Intel Core i5-750S: Since When Does The S Mean Slow?
Benchmark Results: Efficiency Analysis (Performance Per Watt)
Let’s now relate power consumption to performance. Will the power savings at peak load be significant enough to balance the impact on performance due to the decreased clock speeds? Remember, efficiency is about performance delivered per watt of power.
Our efficiency suite consists of a script that runs the following applications: 3ds Max, DivX, Xvid, Lame, MainConcept, PDF Creation using Adobe Acrobat 9 and MS PowerPoint 2007, Photoshop CS4, AVG Anti-Virus, WinRAR, and WinZip 12. We track the duration of the entire workload, the average power, and the total power used, so we can look at real performance per watt scored and draw an efficiency diagram.
The average power requirement during our efficiency test workload is higher on the regular version.
However, the total runtime for the benchmark package is clearly shorter on the regular version as well, allowing it to return into an idle state much quicker than the lower-power S-model. Is this factor important enough to require less total power on our workload?
Yes! The regular processor runs through the benchmark suite quicker, delivering more performance, but not requiring more total power in watt-hours (as opposed to watts per hour).
If we now relate performance and power consumption, we receive the following efficiency index. Amazingly, the regular Core i5-750 model is more efficient than the low-power version. This efficiency diagram underlines why:
Although the power levels during the workload are higher on the regular Core i5-750, it finishes the workload quicker and requires less overall power to terminate the workload.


**WHAT THE EXERCISE ASKS:**
Reproduce only the lines of the material below that start at the line containing "The width and height of the screenshot is (844, 401)." and stop at the line containing "The width and height of the screenshot is (525, 272).". Keep both end lines.

**STUDY MATERIAL:**

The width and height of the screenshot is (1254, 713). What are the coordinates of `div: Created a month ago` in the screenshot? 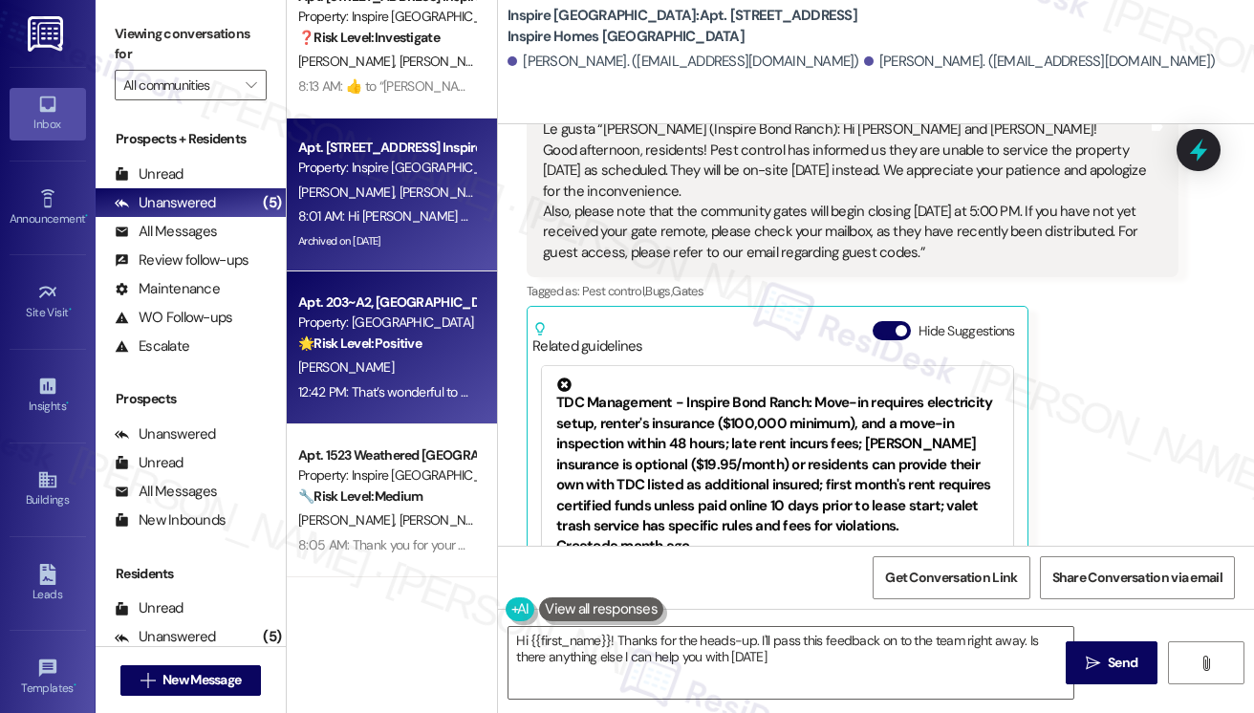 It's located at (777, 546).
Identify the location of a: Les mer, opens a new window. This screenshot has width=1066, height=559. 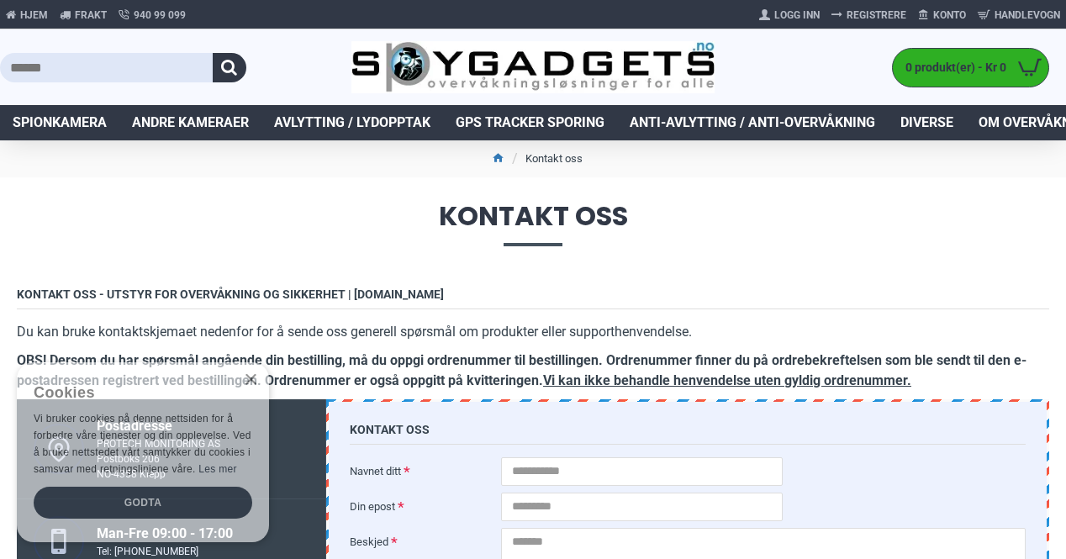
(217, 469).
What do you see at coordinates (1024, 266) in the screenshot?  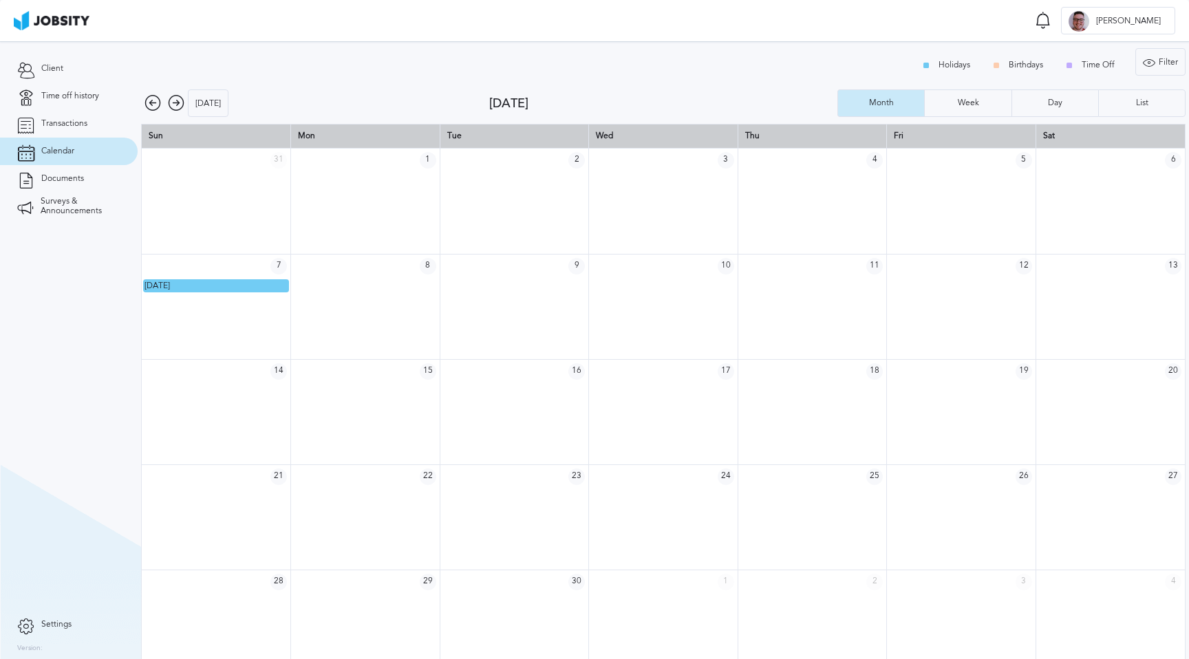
--
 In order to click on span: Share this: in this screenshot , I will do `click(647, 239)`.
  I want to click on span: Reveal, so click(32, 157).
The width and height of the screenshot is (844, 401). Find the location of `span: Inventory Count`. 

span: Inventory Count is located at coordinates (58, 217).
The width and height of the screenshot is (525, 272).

**EXPECTED ANSWER:**
The width and height of the screenshot is (844, 401). Find the location of `span: Inventory Count`. 

span: Inventory Count is located at coordinates (58, 217).
The width and height of the screenshot is (525, 272).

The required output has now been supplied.